Many people on message boards rarely seem to appreciate the actual pull of a person like Trump. Very few people actually want to support Trump, but the system badly needs a shake-up, even one that might well be too arbitrary and might negatively affect more people than it helps. The alternative feels like being the frog boiling in water.

While I am on the matter, I would also comment that the H1B visa lottery mess itself can be cleared quite quickly by someone who is not catering to lobbyists. Ask the ones who obtained their higher degree in the US if they genuinely think there are more people who are qualified to get the visa than the number of people who actually receive it - that is, does it make sense that there would be a lottery for the visa?

I know this opens an entirely new can of worms - why does getting a degree in the US give any more credibility? Here is a not very PC answer: being a student in the US actually gives you a chance to understand the culture and work ethic which makes the US what it is, which is almost 100% lacking in people who suddenly find themselves in the corporate environment of a completely different culture from their country, don't particularly care for assimilating, and often cause a lot of questions to be raised about whether the H1 visa is actually serving its designed purpose.

> why does getting a degree in the US give any more credibility?

It does not! And probably never will. A lot of people who I know went on to get a phd because of lack of options or because of frustration and failure in corporate life. The latter is statistically a sizeable number; consider unless the kid in your class went off immediately after school.

Whereas a multinational manager is usually directly contributing into the US economy for years with sweat and hard work, including engineering and research -- if needed, for their business to survive and grow. I'd rather say they gather and implement more according to the culture and edge it off with cultural gaps between the host country and their own. Of course now we're entering a class war. :-)

Not sure if your comment was just sarcasm.

With all due respect to the multinational manager who may be extremely good at what they do, everyone knows that there is still some pretty drastic exploitation of the process going on if they are actually coming in under the EB1 category. Here is an easy test: these individuals will very rarely openly discuss exactly why they qualified for an EB1 (if they even willingly talk about it) - and I am fairly certain the deserving ones in the category will feel no such compunctions. Here is another - you can usually find scores of people with exactly the same qualifications as these multinational managers if you actually bother to probe further.

Having said that, I do think the system is too far beyond reform at this point, and people would be much better off trying other countries to showcase their talents, including their own.

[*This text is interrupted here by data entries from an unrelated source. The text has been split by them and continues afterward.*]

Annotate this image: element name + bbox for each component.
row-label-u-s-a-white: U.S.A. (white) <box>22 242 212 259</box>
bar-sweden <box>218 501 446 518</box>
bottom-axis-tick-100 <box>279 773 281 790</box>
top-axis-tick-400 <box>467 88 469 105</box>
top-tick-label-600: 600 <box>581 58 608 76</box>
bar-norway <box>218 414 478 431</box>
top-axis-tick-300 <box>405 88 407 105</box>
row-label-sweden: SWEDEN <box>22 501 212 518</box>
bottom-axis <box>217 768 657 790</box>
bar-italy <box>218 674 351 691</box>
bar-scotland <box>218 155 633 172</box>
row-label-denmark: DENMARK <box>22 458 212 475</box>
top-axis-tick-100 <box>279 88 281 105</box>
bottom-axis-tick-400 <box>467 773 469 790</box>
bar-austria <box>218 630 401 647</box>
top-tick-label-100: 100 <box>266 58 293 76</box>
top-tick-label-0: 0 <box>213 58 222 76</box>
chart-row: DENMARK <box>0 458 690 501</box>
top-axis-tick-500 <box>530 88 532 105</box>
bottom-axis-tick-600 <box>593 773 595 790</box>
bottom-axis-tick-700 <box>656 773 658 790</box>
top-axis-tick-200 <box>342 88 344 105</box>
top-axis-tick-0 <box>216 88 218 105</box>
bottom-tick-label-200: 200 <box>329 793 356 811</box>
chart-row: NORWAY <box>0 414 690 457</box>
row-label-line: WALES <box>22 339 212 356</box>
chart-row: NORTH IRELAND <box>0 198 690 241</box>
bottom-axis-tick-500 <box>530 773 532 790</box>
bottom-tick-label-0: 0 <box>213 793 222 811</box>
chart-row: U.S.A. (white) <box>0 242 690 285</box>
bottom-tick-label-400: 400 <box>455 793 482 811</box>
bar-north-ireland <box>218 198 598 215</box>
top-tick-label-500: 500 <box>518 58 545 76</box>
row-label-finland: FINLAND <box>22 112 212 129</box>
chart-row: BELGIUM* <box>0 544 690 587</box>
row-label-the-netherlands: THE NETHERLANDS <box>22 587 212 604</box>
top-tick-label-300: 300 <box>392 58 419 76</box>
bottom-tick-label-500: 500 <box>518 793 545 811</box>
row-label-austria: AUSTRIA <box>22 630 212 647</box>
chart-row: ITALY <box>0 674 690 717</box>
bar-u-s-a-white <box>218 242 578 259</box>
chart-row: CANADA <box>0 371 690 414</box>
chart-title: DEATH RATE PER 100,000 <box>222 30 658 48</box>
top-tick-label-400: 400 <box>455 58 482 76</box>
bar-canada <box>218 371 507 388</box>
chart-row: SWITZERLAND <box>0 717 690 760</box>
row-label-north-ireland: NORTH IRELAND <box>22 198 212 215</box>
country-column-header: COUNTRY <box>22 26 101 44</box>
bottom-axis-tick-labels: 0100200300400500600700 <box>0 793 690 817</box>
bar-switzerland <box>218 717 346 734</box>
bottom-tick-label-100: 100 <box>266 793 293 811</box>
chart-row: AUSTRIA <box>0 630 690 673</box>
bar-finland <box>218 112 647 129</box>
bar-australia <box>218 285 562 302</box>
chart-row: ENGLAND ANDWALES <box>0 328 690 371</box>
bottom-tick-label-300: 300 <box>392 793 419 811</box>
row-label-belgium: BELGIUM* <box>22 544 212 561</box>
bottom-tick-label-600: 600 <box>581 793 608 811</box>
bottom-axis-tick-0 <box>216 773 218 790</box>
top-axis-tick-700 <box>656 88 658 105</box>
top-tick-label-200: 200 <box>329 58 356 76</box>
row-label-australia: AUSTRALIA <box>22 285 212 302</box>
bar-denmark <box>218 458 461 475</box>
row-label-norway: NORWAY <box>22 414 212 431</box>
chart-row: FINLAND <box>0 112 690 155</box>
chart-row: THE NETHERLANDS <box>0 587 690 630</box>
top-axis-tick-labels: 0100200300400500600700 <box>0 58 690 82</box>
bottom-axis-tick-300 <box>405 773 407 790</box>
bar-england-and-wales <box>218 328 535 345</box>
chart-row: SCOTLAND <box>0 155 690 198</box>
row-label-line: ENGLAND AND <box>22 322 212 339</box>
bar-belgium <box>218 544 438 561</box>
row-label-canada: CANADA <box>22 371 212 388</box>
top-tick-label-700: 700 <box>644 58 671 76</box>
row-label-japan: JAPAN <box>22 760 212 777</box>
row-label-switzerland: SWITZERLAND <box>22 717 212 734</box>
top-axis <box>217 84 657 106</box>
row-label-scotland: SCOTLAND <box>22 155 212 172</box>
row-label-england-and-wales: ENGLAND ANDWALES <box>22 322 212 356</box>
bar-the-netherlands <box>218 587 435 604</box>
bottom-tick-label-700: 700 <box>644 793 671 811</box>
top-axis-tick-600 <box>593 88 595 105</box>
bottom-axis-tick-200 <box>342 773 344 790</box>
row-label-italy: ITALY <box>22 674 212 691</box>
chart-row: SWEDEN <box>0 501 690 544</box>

It is just temporary until fiscal year starts again, much better than EB2/EB3 who have to wait more than a decade.
For the backlog of this year - yes! But imho it is just the beginning of clogging pipeline and the symptoms will only worsen going forward.
Haha it's like it's written by Trump's USCIS: "We prefer immigrants whose businesses succeed."
I depends a bit on the details as to whether you are allowed to start on startup #2 if #1 fails without leaving.
If you have a path to a green card then 5 years is a pretty solid amount of time for most places (not india/china).

If they made it a separate quota for entrepreneurs then you could get most people a green card within that timeline.

Why is China and India the exception here? They keep getting mentioned as an exception in this discussion.
A single country of origin is not allowed to use up more than 7% of the total green card quota. Thus, very populous countries with lots of qualified potential immigrants, and strong incentives to immigrate (e.g. significant quality-of-life difference), are at a disadvantage.
China and India are heavily backlogged due to high demand

https://travel.state.gov/content/visas/en/law-and-policy/bul...

> If you have a path to a green card then 5 years is a pretty solid amount of time for most places (not india/china).

Agreed. However, since you can't self-petition in most cases, it is unclear if you have a path or not.